Federal Judge Declares Biden’s Student Debt Relief Plan Unlawful

Conservative critics of President Joe Biden‘s plan to forgive hundreds of billions of dollars in student loan debt won a victory on Thursday when a federal judge in Texas declared that the program was illegal and had to be annulled.

The U.S. As he decided in favour of two borrowers who were supported by a conservative advocacy group, District Judge Mark Pittman, an appointee of former Republican President Donald Trump in Fort Worth, labelled the program an “unconstitutional exercise of Congress’s legislative power.”

The 8th U.S. District Court, which is based in St. Louis, had already temporarily stopped the debt relief plan. While it considers a request to enjoin it made by six Republican-led states while they reviewed the dismissal of their own lawsuit, the Circuit Court of Appeals.

The judge’s decision resulted from a case filed by two debtors who were either completely or partially qualified for the loan forgiveness promised by Biden’s scheme. The plaintiffs claimed it was illegal and that proper rulemaking procedures were not followed.

The Job Creators Network Foundation, a conservative lobbying organization started by Bernie Marcus, a co-founder of Home Depot, supported the borrowers.

The American Justice Department moved quickly to challenge the decision. The government vehemently disagreed with the choice, according to a statement from White House press secretary Karine Jean-Pierre.

The U.S. Department of Education has now granted petitions from 16 million of the approximately 26 million Americans who have sought for student loan forgiveness. When we win in court, Jean-Pierre explained, the government will save their information “so it can promptly handle their relief.”

No matter how many obstacles our opponents and special interests try to put in our way, “we will never stop fighting for hard-working Americans most in need,” she vowed.

Conservative state attorneys general and legal organizations have filed multiple cases against Biden’s plan, but plaintiffs had a difficult time persuading the courts that they were actually affected by it in a way that gave them legal standing until Thursday.

According to the August-announced plan, borrowers who earn less than $125,000 annually, or $250,000 for married couples, will have up to $10,000 of their student loan debt forgiven. Up to $20,000 of the debt owed by borrowers who earned Pell Grants—grants given to low-income college students—will be forgiven.

In September, the nonpartisan Congressional Budget Office estimated that over 40 million people would be eligible for debt forgiveness, which would erase nearly $430 billion of the $1.6 trillion in outstanding student debt.

Pittman stated in his 26-page decision that it made no difference whether Biden’s plan was wise because it was “one of the biggest exercises of legislative power without congressional approval in American history.”

The Biden administration relied on the HEROES Act, a law that offers debt help to military people, to enact the relief plan, but Pittman claimed that it did not authorize the $400 billion student loan forgiveness program.

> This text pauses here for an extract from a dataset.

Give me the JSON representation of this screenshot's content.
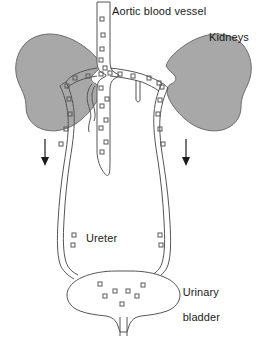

In this nation, Pittman said, “we are not governed by an all-powerful executive with a pen and a phone.” Instead, the Constitution that governs us establishes three separate and independent departments of government.

The decision, according to Elaine Parker, president of the Job Creators Network Foundation, “protects the rule of law, which requires that all Americans have their voices heard by their federal government,” she said in a statement.